Kathakari by SidharthI have known Sidharth now for maybe fifteen years. We were first introduced
by Manjit Bawa and funnily enough, the reason for engagement then was our
common love for food. Three of us love to cook and eat.
Since then I have begun to understand both his life and his art. I consciously
put life before art because Sidharth is amongst those whose art is just an
expression of his life and painting is just one of the arts he uses for expression.
His involvement with music is no less.
Three years ago I had gone to Konya in Turkey. It was the 17th of December
and it was Jalaluddin Rumi’s Urs, or death anniversary.We were mesmerized
by the music and the intoxicating whirling of Dervishes
little phrase.So influenced was I that twelve months later
we decided to celebrate the event in Delhi. My friends
Madan Gopal Singh and Jasbir Jassi agreed to sing Sufi
compositions and we invited over a hundred friends for
the occasion. I went to invite Sidharth. While accepting
my invite, he modestly suggested that he join the singers.
It turned out that he spends two weeks every year at
Konya, living with the Dervishes and learns to meditate
with them. I agreed to his suggestion even though I didn’t
know what to expect. Then he said that he would paint
Rumi when Madan and Jassi were singing. In two hours?
Yes he said, he should finish the work.
He started the evening with a powerful, almost
guttural call (Hoook) that went on and on. The audience
was enthralled and he sang a full song that he said was
originally sung by one of Rumi’s female devotees. First he
told the story and then he sang the song. The song was
fantastic. And yes, the painting too happened. Like magic
it appeared on a 5ft x 8ft canvas and two weeks later was
adorning my living room. Rumi in prayer with ManjitBawa’s look alike face. It is one of his great works.

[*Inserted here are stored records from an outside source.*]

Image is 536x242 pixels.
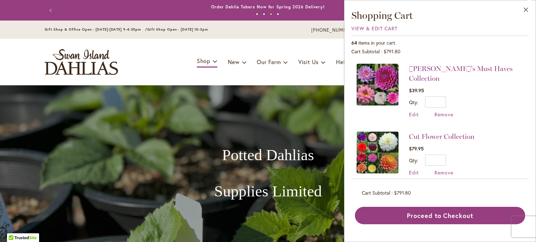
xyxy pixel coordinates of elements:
span: Visit Us [298,58,318,66]
button: 3 of 4 [270,13,272,15]
button: 4 of 4 [277,13,279,15]
a: Cut Flower Collection [409,133,474,141]
span: $791.80 [383,48,400,55]
a: [PERSON_NAME]'s Must Haves Collection [409,65,512,83]
button: Proceed to Checkout [355,207,525,225]
a: store logo [45,49,118,75]
a: Edit [409,170,419,176]
a: Remove [434,170,453,176]
span: Shop [197,57,210,65]
a: Heather's Must Haves Collection [356,64,398,118]
span: Cart Subtotal [362,190,390,196]
button: Previous [45,3,59,17]
button: 2 of 4 [263,13,265,15]
button: 1 of 4 [256,13,258,15]
img: Heather's Must Haves Collection [356,64,398,106]
span: Gift Shop Open - [DATE] 10-3pm [147,27,208,32]
a: [PHONE_NUMBER] [311,27,353,34]
a: Edit [409,111,419,118]
label: Qty [409,99,418,106]
span: $39.95 [409,87,424,94]
span: Help Center [336,58,368,66]
a: Cut Flower Collection [356,132,398,176]
span: New [228,58,239,66]
a: Remove [434,111,453,118]
h1: Potted Dahlias Supplies Limited [175,146,360,201]
span: Gift Shop & Office Open - [DATE]-[DATE] 9-4:30pm / [45,27,147,32]
span: 64 [351,39,357,46]
a: Order Dahlia Tubers Now for Spring 2026 Delivery! [211,4,325,9]
span: items in your cart. [358,39,396,46]
span: Our Farm [257,58,280,66]
img: Cut Flower Collection [356,132,398,174]
a: View & Edit Cart [351,25,397,32]
span: $791.80 [394,190,411,196]
span: Shopping Cart [351,9,413,21]
label: Qty [409,157,418,164]
span: $79.95 [409,145,423,152]
span: Cart Subtotal [351,48,379,55]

So here’s a man who paints, sings, meditates, treks,
designs and builds houses and has learnt art from early
childhood, first from his mother who used natural color
sources to paint pots, then from Tara Mistri, a fresco
painter in his little village in Punjab, then from Sobha
Singh, master of creating eternal images for all of Punjab,
before becoming a Lama in Dharamshala for 6 years just
to study Thangka painting. As if that isn’t enough, he gets
formal art education from Chandigarh Art College and
then finally ends up working in Delhi.